This photo del Río Nechí or Río de Oro (River of Gold) was taken on July 6, 2023, in the municipality of Zaragoza in Antioquia, Colombia. This river is the cradle of vast biodiversity, but it is also one...

Greetings from the River of Gold in Colombia!

This photo del Río Nechí or Río de Oro (River of Gold) was taken on July 6, 2023, in the municipality of Zaragoza in Antioquia, Colombia. This river is the cradle of vast biodiversity, but it is also one of the most polluted in the country due to mining activities and the use of mercury. My doctoral research seeks to document and characterize the use of local plants by artisanal miners in gold recovery with my advisor, Dr. Kathleen Smits. In Colombia, this ancient mining practice has been ignored for years and could represent an environmentally responsible alternative to mercury use in artisanal and small-scale gold mining (ASGM). Highlighting the importance of local knowledge in formulating engineering projects, we can contribute to more sustainable mining in the country.

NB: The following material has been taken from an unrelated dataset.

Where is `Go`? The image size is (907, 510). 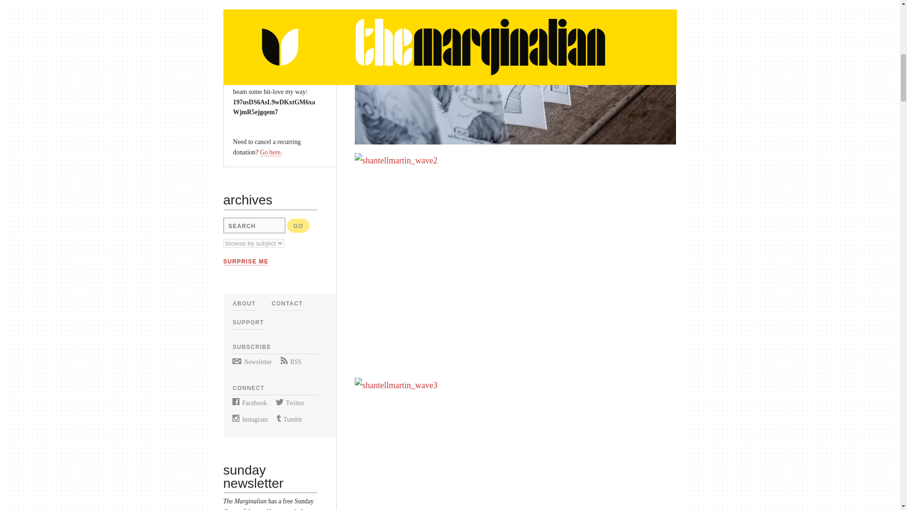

Linda Jaramillo Urrego, Ph.D. Student at Southern Methodist University, Dallas, USA.

AGU postcards from the field submission

We analyzed the rates of deoxygenation and acidification daily in Muskegon Lake – a Great Lakes estuary in West Michigan – using high-frequency time series data (www.gvsu.edu/buoy/). Respiration, Photosynthesis, surface wind mixing, bottom water...

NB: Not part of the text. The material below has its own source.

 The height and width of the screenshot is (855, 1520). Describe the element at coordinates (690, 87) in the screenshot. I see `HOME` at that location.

We analyzed the rates of deoxygenation and acidification daily in Muskegon Lake  a Great Lakes estuary in West Michigan  using high-frequency time series data (www.gvsu.edu/buoy/)Respiration, Photosynthesis, surface wind mixing, bottom water isolation by thermal stratification, and the interaction between these parameters were the drivers of these rates in the lake's interior during the summer when the lake is thermally stratified. We observed high correlation between the rates of deoxygenation and acidification daily in the summer. We now seek to understand how these rates vary across seasons and years.